Monday, February 7, 2022

Quote of the Day

The thing that gets me thinking and questioning most deeply is a leader who warns me not to think or question.

-- Glennon Doyle, Untamed, p. 240

Sunday, February 6, 2022

Quote of the Day

... what if I demand freedom not because I was "born this way" and "can't help it" but because I can do whatever I choose to do with my love and my body from year to year, moment to moment -- because I'm a grown woman who does not need any excuse to live however I want to live and love whomever I want to love?  What if I don't need your permission slip because I'm already free?

-- Glennon Doyle, Untamed, p. 228-229

Saturday, February 5, 2022

Quote of the Day

... letting old structures burn can feel uncomfortable and disorienting.  Rumbling freedom is scary because at first it feels like chaos.  Pronouns and bathrooms and girls taking girls to prom, oh my!  But "progress" is just perpetually undoing our no-longer-true-enough systems in order to create new ones that more closely fit people as they really are.  People aren't changing, after all.  It's just that for the first time, there's enough freedom for people to stop changing who they are.  Progress is the acknowledgment of what is and what has always been.  Progress is always a returning.

-- Glennon Doyle, Untamed, p. 224

Friday, February 4, 2022

Quote of the Day

Blessed are those brave enough to make things awkward, for they wake us up and move us forward.

-- Glennon Doyle, Untamed, p. 222

Thursday, February 3, 2022

Quote of the Day

In America, there are not two kinds of people, racists and nonracists.  There are three kinds of people: those poisoned by racism and actively choosing to spread it; those poisoned by racism and actively trying to detox; and those poisoned by racism who deny its very existence inside them.
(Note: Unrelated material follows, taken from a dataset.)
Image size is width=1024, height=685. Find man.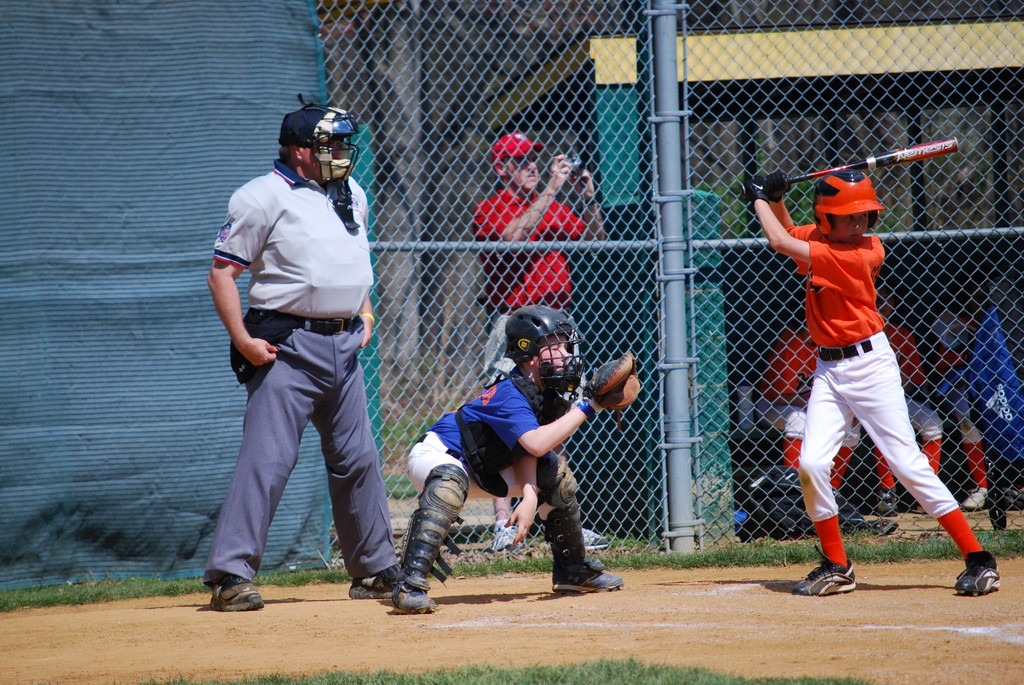
<bbox>196, 88, 397, 618</bbox>.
-- Glennon Doyle, Untamed, p. 218

Wednesday, February 2, 2022

Quote of the Day

We are not going to get the racism out of us until we start thinking about racism like we think about misogyny.  Until we consider racism as not just a personal moral failing but as the air we've been breathing.  How many images of black bodies being thrown to the ground have I ingested?  How many photographs of jails filled with black bodies have I seen?  How many racist jokes have I swallowed?  We have been deluged by stories and images meant to convince us that black men are dangerous, black women are dispensable, and black bodies are worth less than white bodies.  These messages are in the air and we've just been breathing.  We must decide that admitting to being poisoned by racism is not a moral failing -- but denying we have poison in us certainly is.

-- Glennon Doyle, Untamed, p. 217-218

Tuesday, February 1, 2022

Hearing Nikole Hannah-Jones

Last night, I was pleased to attend Grand Rapids Community College's Office of Diversity, Equity, and Inclusion Diversity Lecture Series, featuring award-winning journalist Nikole Hannah-Jones virtually, via Zoom.